"What grand people?" the girl cried.

"Oh, hold your tongue—hold your tongue, Lilias! I would not have her suspect—but who can tell what kind of people may be coming? Something always happens when people are out; and then this ball——"

"Margaret," cried Lilias, "don't go out this afternoon. Jean thinks that people may be calling—somebody who could get us tickets——"

"Oh! not me, not me," cried Jean, putting her hand on the girl's mouth. "I never said such a thing. It was just an imagination—or a presentiment——"

"Well," said Margaret, with her bonnet on, "Jean is just as able to receive the finest company as I am. She is looking very nice, she has a little colour. To be silly now and then is good for the complexion; she is fluttered with the sight of her young friend—is it friend you call him, Jean?"

"What could I call him else?" cried Jean, with dignity. "I will never call a man more, as you well know; and besides, I might be his mother. And why should I call him less, seeing he has always been so good to me, and one that I think much of? But I am not expecting Mr. Murray, you need not be feared for that. It is just a kind of presentiment," Miss Jean said.


[CHAPTER XXXV.]

Miss Jean sat down to her work at the window when the others went out. There was a balcony full of flowers which prevented her from seeing anything more distinct than the coming and going of the carriages, but that was enough to keep her in a flutter of awed and excited expectation. Lewis had said that his friends would call at once, and the idea of receiving a foreign lady, a foreign ambassadress, who perhaps did not speak English, made Miss Jean tremble from the lace of her cap to the toe of her slipper. She tried to remember the few words of school-book French which lingered in her mind; but what if the lady spoke only Greek? In that case, their intercourse would need to be carried on by signs: or, since she was an ambassadress, she would perhaps carry an interpreter with her. Jean did not know the manners and habits of such people. To be left to encounter such a formidable person alone was terrible to her. And what would so great a lady think if she came in expecting Margaret, whom no doubt Lewis would have described, and found only Jean? "We saw nobody but a homely sort of country person,"—that was what she would say. But the case was desperate, and though, when the moment actually arrived, and an imposing carriage and pair dashed up with all the commotion possible to the door, and the knocker resounded through the house, Miss Jean's heart beat so loudly in her ears that it drowned the very knocker, yet still there was a sort of satisfaction in thus venturing for the sake of Lilias, facing such an excitement for her benefit, and obtaining for her what even Margaret had not been able to obtain.

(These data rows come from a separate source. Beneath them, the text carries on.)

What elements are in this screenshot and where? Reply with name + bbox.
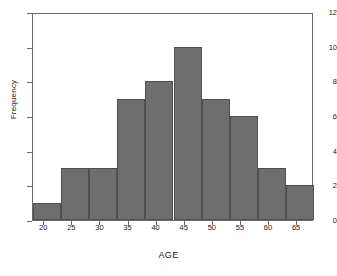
x-tick-label: 50 [199,224,225,232]
y-tick-mark [27,221,32,222]
histogram-bar [145,81,173,220]
x-tick-label: 40 [143,224,169,232]
bars-layer [33,14,312,220]
x-tick-mark [99,221,100,225]
x-tick-label: 45 [171,224,197,232]
y-tick-mark [27,152,32,153]
x-tick-mark [212,221,213,225]
histogram-chart: 024681012 20253035404550556065 Frequency… [0,0,337,276]
x-axis-title: AGE [0,250,337,260]
x-tick-label: 35 [115,224,141,232]
histogram-bar [202,99,230,220]
y-tick-label: 2 [313,182,337,190]
y-tick-label: 6 [313,113,337,121]
plot-area [32,13,313,221]
histogram-bar [61,168,89,220]
x-tick-label: 20 [30,224,56,232]
x-tick-label: 55 [227,224,253,232]
y-tick-mark [27,13,32,14]
y-tick-mark [27,186,32,187]
y-tick-label: 10 [313,44,337,52]
x-tick-label: 25 [58,224,84,232]
x-tick-label: 60 [255,224,281,232]
x-tick-mark [156,221,157,225]
x-tick-mark [240,221,241,225]
x-tick-mark [128,221,129,225]
y-tick-label: 12 [313,9,337,17]
y-tick-label: 0 [313,217,337,225]
histogram-bar [174,47,202,220]
histogram-bar [117,99,145,220]
y-axis-title: Frequency [9,60,18,140]
histogram-bar [89,168,117,220]
y-tick-mark [27,48,32,49]
histogram-bar [258,168,286,220]
x-tick-mark [71,221,72,225]
histogram-bar [286,185,314,220]
y-tick-label: 4 [313,148,337,156]
x-tick-mark [43,221,44,225]
x-tick-mark [184,221,185,225]
x-tick-mark [296,221,297,225]
histogram-bar [33,203,61,220]
y-tick-mark [27,117,32,118]
x-tick-label: 65 [283,224,309,232]
y-tick-label: 8 [313,78,337,86]
x-tick-mark [268,221,269,225]
y-tick-mark [27,82,32,83]
x-tick-label: 30 [86,224,112,232]
histogram-bar [230,116,258,220]
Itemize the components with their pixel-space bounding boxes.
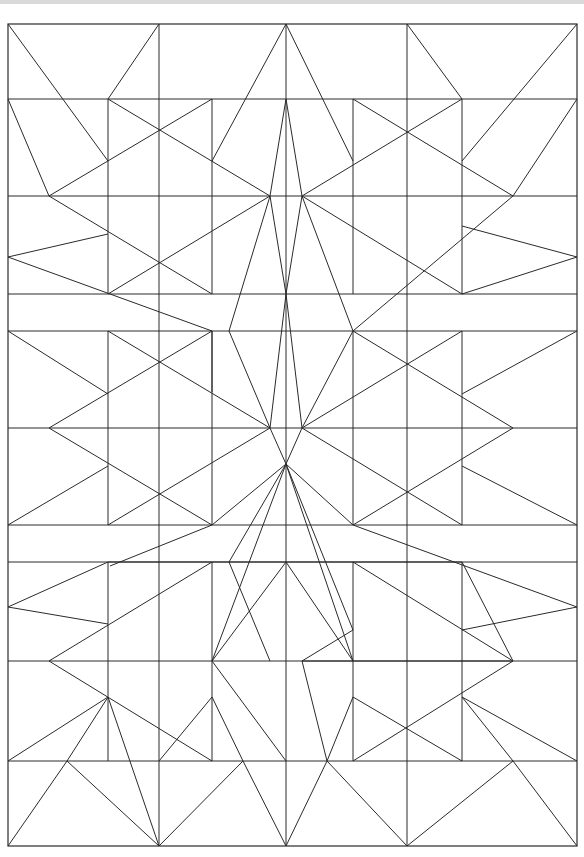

Simon, creaking along the passage in his creaking shoes, seemed to tread upon Miss Jean's heart. Would he never be ready? She waited, expecting every moment the door to open, the sweep of silken draperies, or perhaps—who could tell?—the entrance of a resplendent figure in costume other than that of fashion; for Jean was aware that Greece was in the east, and had been delivered in her youth out of its subjection to the Turks, and that the men wore kilts, and the women probably——These were long before the days of the dual dress, and the idea filled her with alarm. She put away her work with trembling hands, and stood listening, endeavouring to calm herself and make her best curtsey, but in a whirl of anxiety lest Simon should not say the name right or else be unable to catch it. But when, instead of this extraordinary ordeal, she heard the clang, the stir, the glittering sound of hoofs and wheels and harness, and became aware that the carriage had driven away, Jean came to herself quite suddenly, as if she had fallen to the ground. It was a relief unspeakable, but perhaps, also, it was a little disappointment. She dropped back upon her chair. To go through so many agonies of anticipation for nothing is trying too. And Simon came upstairs as if he were counting his steps, as if it was of no consequence!